Author: | Marcel Proust | ISBN: | 1230000034675 |
Publisher: | Sunday_Classic | Publication: | November 30, 2012 |
Imprint: | Language: | English |
Author: | Marcel Proust |
ISBN: | 1230000034675 |
Publisher: | Sunday_Classic |
Publication: | November 30, 2012 |
Imprint: | |
Language: | English |
This is the sixth major part of Marcel Proust's A la recherche du temps perdu. When Proust set out to write the novel, he had in mind two volumes, which largely make up what are now Swann's Way and Time Regained. He ended up with five volumes in between. He didn't live long enough to see all of the novel through publication, and his first translator into English, C. K. Scott Moncreiff, died before translating the last volume. Proust worked on the book in pieces and large parts of it feel more finished than others. As one wades through Proust's famously elaborate sentences, one comes to this volume and finds it feels the least polished of the lot so far. --- At the end of The Captive, Albertine, Marcel's veritible prisoner, makes her escape back to Tansonville and Marcel is shocked and, perhaps, heartbroken. This volume opens with no time having passed. Marcel copes with Albertine's audacity by becoming further obsessed over her homosexual proclivities. He held her captive in the first place, not really out of love, but out of his obsessive need to prevent her from having dalliances with women. The reader can be forgiven if he feels Marcel is a tiny bit off his rocker. Anyway, he eventually dispatches his longtime friend Robert de Saint-Loup to bribe Albertine into returning. At the same time, Marcel seems unable to realize the disturbed qualities of his obsession. Almost shockingly, in this interval, Marcel takes in a young girl. He bounces her on his knee and maybe fondles her a bit more. He finds himself up on charges for this behavior and is given a stern talking-to by a magistrate who just asks that Marcel be a bit more discreet.

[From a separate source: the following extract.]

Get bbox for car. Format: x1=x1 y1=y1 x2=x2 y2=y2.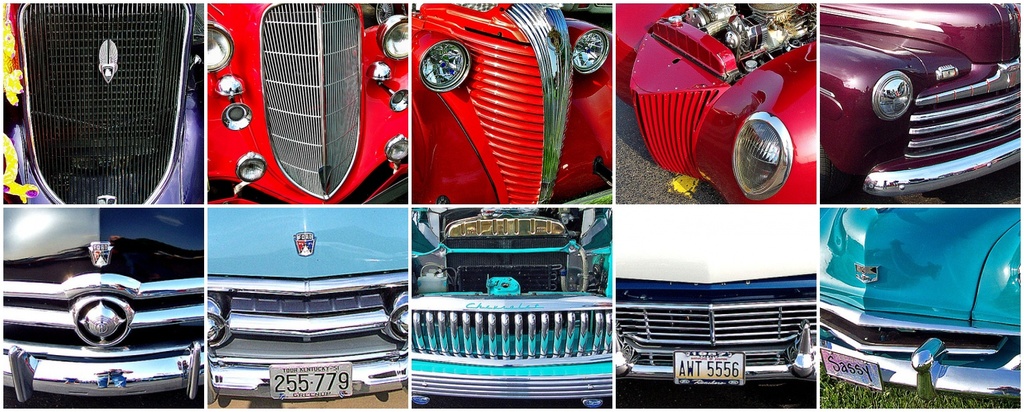
x1=817 y1=208 x2=1016 y2=399.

This is the sixth major part of Marcel Proust's A la recherche du temps perdu. When Proust set out to write the novel, he had in mind two volumes, which largely make up what are now Swann's Way and Time Regained. He ended up with five volumes in between. He didn't live long enough to see all of the novel through publication, and his first translator into English, C. K. Scott Moncreiff, died before translating the last volume. Proust worked on the book in pieces and large parts of it feel more finished than others. As one wades through Proust's famously elaborate sentences, one comes to this volume and finds it feels the least polished of the lot so far. --- At the end of The Captive, Albertine, Marcel's veritible prisoner, makes her escape back to Tansonville and Marcel is shocked and, perhaps, heartbroken. This volume opens with no time having passed. Marcel copes with Albertine's audacity by becoming further obsessed over her homosexual proclivities. He held her captive in the first place, not really out of love, but out of his obsessive need to prevent her from having dalliances with women. The reader can be forgiven if he feels Marcel is a tiny bit off his rocker. Anyway, he eventually dispatches his longtime friend Robert de Saint-Loup to bribe Albertine into returning. At the same time, Marcel seems unable to realize the disturbed qualities of his obsession. Almost shockingly, in this interval, Marcel takes in a young girl. He bounces her on his knee and maybe fondles her a bit more. He finds himself up on charges for this behavior and is given a stern talking-to by a magistrate who just asks that Marcel be a bit more discreet.